Abstract

This article builds on the emerging literature on relation between music genre and social inequalities in the cultural industries. It specifically highlights the role of two localised, genre-specific value systems (the niche-edm genre and the eclectic genre) to understand how and why the gendered outcomes of genres vary across space. Based on qualitative interviews with 36 (mostly white, male) promoters for nightclubs in Amsterdam, it finds that in one genre of nightclubs (niche-orientated electronic dance music) an informal political culture around gender inequalities has emerged. While this does not change the gendered hierarchies of labour participation, it does alter cultural production practices. To understand the workings of genre further, the article compares niche-orientated electronic dance music clubs with eclectic clubs (pop, r&b, dancehall), where an informal political culture is largely absent. While both genres are characterised by similar gender inequalities in cultures of production, there are differences in the gendered meanings of the club nights the two genres produce. In the eclectic genre, gender is made sense of through regulation, where ‘women-friendly’ functions as a label that essentialises the connection between gender and genre in an attempt to create trouble-free dancefloors. In the niche-edm genre, gender is made sense of through representation on line-ups, which mirrors debates in other artistic disciplines. By deconstructing the ideal of the ‘autonomous artist’ as masculine, critical promoters (and consumers) question cultural classification systems.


Exercise details = All lines in the records that carry the string "will" are to be shown.

Dataset entries:
>>>

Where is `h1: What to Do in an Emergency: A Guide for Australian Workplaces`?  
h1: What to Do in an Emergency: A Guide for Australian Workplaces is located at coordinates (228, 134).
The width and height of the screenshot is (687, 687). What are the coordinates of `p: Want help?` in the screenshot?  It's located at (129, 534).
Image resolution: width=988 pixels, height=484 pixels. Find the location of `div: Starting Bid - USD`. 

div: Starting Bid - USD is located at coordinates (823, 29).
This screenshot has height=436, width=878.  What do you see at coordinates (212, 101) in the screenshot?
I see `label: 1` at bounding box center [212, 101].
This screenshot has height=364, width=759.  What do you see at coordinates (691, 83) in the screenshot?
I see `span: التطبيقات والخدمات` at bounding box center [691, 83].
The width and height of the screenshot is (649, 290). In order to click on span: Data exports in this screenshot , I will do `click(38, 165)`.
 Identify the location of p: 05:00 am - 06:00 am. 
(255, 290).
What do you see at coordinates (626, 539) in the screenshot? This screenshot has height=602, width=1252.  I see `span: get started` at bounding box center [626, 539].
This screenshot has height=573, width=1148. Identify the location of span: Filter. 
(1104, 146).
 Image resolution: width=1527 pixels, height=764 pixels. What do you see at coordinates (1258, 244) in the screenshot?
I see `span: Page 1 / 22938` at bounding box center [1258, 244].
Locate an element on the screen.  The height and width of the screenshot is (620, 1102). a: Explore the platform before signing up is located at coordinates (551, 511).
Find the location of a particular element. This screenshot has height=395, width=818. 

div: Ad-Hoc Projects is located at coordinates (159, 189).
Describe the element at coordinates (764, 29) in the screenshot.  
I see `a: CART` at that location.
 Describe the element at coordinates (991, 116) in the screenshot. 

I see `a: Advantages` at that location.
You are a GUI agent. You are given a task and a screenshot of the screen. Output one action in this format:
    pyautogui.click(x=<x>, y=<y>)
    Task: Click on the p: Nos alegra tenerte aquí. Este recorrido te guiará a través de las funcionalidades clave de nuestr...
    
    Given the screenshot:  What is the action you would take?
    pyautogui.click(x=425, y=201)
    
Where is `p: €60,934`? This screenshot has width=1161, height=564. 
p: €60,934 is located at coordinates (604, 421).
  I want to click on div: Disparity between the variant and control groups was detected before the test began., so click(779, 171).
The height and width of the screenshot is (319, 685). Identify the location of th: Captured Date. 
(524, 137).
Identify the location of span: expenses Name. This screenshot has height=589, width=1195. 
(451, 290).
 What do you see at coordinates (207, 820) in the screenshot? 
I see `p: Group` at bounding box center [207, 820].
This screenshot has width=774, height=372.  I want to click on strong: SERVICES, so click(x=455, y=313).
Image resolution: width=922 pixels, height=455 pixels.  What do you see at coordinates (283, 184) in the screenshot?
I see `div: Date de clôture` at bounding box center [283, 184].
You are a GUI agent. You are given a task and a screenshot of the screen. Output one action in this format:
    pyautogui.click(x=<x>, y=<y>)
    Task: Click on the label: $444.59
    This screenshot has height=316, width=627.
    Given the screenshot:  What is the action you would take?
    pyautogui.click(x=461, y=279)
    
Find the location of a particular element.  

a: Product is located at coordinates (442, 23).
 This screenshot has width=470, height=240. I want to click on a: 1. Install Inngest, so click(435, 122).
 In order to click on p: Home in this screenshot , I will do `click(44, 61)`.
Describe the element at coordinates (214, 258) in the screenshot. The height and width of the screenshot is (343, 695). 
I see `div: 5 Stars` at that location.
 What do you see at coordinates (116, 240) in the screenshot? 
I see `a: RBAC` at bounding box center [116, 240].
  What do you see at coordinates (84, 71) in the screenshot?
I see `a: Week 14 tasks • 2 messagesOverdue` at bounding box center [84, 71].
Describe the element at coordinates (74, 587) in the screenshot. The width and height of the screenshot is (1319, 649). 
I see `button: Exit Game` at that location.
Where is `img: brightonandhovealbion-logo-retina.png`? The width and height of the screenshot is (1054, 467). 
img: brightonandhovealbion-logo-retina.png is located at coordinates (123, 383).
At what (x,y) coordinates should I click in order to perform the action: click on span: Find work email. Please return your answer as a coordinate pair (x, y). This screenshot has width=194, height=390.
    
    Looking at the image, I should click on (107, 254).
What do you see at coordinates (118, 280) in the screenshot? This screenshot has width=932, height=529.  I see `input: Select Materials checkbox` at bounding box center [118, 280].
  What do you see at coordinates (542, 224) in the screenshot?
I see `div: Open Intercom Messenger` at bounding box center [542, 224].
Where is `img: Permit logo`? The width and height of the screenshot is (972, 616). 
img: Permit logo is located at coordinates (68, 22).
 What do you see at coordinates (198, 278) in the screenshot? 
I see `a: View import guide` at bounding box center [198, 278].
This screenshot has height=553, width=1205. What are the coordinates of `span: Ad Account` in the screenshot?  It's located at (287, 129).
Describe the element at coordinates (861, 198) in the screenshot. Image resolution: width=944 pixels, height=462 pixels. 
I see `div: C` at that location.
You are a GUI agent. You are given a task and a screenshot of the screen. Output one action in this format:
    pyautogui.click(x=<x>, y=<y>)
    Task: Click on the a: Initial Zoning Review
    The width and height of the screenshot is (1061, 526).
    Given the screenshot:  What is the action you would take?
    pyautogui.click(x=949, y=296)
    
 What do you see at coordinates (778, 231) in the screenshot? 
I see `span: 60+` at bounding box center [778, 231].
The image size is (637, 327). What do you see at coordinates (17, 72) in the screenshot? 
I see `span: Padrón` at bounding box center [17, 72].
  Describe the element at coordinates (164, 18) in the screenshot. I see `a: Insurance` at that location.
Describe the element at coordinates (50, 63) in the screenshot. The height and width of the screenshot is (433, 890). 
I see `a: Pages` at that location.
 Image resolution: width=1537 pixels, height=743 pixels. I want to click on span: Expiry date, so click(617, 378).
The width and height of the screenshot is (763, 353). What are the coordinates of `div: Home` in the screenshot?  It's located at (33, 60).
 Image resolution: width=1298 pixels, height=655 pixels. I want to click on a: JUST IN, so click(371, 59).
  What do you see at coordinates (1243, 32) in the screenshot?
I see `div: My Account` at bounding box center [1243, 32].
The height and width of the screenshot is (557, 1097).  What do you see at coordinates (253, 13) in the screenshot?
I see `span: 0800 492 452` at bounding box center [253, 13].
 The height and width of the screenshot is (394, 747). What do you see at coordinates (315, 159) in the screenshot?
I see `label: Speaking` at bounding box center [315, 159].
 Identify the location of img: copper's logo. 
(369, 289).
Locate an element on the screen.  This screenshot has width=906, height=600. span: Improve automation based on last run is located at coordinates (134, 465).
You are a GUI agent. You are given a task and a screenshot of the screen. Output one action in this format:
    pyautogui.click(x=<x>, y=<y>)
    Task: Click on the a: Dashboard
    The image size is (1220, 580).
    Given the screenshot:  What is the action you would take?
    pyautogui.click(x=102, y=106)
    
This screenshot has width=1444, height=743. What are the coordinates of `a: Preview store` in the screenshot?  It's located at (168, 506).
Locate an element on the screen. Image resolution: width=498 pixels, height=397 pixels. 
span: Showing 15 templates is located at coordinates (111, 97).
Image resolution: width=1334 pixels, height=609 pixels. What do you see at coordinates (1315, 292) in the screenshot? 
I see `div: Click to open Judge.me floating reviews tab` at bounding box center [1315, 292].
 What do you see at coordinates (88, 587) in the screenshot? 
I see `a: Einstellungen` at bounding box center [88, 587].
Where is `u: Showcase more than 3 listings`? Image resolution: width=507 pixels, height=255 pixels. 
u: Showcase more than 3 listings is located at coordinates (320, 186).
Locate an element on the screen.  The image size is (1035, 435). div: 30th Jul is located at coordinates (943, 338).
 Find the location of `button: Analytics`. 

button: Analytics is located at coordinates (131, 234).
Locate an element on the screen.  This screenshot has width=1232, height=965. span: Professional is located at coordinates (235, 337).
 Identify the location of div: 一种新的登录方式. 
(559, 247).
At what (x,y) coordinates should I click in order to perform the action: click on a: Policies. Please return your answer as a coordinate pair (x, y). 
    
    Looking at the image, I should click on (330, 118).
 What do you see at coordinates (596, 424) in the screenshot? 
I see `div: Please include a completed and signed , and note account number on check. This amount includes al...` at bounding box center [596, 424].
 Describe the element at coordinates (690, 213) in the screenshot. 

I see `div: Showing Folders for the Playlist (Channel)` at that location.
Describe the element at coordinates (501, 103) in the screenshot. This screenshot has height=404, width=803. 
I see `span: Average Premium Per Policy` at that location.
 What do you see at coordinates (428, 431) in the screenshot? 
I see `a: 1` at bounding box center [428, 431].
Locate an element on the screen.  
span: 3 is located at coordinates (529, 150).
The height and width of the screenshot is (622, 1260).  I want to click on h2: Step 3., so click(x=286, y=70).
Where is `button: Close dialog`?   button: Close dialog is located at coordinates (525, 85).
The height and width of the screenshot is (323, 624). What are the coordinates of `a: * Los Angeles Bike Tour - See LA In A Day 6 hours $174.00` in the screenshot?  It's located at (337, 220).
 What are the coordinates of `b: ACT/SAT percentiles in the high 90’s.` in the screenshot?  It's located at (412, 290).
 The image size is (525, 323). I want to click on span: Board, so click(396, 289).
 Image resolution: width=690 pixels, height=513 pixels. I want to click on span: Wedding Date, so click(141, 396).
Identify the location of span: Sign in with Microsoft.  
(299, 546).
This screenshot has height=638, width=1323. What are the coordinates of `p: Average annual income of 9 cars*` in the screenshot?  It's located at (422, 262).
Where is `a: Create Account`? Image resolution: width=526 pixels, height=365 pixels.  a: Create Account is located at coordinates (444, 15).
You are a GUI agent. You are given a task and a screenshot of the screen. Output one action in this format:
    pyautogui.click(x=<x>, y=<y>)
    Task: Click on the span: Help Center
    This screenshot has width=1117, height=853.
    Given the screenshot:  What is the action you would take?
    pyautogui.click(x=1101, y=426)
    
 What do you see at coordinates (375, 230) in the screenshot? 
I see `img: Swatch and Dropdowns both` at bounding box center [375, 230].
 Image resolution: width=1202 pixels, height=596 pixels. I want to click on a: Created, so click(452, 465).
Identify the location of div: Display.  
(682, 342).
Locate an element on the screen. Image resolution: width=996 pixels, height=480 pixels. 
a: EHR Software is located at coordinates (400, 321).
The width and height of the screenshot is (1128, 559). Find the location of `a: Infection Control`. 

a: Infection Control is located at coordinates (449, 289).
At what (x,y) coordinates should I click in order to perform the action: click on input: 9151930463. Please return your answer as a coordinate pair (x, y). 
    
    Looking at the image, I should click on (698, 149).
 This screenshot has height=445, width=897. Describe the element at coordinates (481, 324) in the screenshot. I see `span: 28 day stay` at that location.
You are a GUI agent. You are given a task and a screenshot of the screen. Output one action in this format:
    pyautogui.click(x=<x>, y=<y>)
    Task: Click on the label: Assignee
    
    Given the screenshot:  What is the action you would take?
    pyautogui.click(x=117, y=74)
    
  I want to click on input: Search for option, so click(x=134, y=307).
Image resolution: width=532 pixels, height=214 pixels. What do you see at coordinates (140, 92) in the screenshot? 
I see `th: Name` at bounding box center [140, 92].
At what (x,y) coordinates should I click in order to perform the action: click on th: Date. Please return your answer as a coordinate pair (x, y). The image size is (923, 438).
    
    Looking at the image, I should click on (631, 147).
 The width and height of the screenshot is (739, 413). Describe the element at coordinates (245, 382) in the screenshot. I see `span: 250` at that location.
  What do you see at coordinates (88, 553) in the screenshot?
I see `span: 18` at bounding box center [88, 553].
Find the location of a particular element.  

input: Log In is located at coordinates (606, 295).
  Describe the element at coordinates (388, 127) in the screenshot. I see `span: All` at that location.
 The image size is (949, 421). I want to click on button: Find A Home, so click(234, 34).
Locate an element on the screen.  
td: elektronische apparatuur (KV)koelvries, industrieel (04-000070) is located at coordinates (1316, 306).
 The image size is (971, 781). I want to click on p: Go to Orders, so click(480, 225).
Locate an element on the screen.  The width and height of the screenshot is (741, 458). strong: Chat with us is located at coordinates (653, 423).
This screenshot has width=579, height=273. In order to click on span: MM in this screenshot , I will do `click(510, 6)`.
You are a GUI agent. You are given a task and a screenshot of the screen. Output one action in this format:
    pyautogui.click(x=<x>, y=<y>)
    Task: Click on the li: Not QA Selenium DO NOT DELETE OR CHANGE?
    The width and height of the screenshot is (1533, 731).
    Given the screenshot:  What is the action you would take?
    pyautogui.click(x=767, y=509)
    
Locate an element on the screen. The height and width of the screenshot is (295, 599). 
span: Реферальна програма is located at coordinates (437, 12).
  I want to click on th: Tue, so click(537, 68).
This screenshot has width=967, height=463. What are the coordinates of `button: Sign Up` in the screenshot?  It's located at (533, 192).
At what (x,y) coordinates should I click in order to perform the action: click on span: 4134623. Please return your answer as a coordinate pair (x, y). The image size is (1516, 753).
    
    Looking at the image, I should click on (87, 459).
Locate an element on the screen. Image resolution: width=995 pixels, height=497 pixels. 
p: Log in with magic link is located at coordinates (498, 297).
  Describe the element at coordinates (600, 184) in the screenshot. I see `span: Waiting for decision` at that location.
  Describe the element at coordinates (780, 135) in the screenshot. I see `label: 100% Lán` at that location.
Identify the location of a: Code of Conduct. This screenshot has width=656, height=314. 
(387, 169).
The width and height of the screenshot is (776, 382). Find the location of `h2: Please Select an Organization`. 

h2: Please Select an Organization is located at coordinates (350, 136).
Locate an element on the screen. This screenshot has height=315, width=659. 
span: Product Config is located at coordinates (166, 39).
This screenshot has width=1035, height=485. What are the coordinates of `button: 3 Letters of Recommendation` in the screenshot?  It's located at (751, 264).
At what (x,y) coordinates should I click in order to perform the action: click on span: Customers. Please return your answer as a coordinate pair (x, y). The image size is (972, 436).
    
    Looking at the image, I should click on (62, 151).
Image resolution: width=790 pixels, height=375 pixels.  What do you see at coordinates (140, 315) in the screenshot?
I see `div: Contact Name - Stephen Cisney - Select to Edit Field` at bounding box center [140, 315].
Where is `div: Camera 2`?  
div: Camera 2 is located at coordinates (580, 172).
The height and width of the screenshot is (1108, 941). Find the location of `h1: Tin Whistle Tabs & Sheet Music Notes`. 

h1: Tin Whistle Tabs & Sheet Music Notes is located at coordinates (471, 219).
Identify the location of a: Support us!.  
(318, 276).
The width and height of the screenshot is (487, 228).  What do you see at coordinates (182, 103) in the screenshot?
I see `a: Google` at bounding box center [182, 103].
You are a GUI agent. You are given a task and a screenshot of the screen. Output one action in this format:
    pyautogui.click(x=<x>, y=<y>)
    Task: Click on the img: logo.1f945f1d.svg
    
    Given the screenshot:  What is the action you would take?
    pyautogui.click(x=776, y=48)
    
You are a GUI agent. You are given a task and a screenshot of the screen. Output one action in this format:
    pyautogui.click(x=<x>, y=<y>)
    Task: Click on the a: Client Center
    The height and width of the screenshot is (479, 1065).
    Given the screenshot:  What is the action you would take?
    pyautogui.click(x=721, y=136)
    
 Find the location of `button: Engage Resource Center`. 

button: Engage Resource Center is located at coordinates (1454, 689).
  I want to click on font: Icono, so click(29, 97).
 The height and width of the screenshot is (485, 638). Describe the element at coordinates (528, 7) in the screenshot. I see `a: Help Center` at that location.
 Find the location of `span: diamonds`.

<<<

Result =
The width and height of the screenshot is (649, 290). In order to click on span: Data exports in this screenshot , I will do `click(38, 165)`.
 In order to click on p: Home in this screenshot , I will do `click(44, 61)`.
This screenshot has width=579, height=273. In order to click on span: MM in this screenshot , I will do `click(510, 6)`.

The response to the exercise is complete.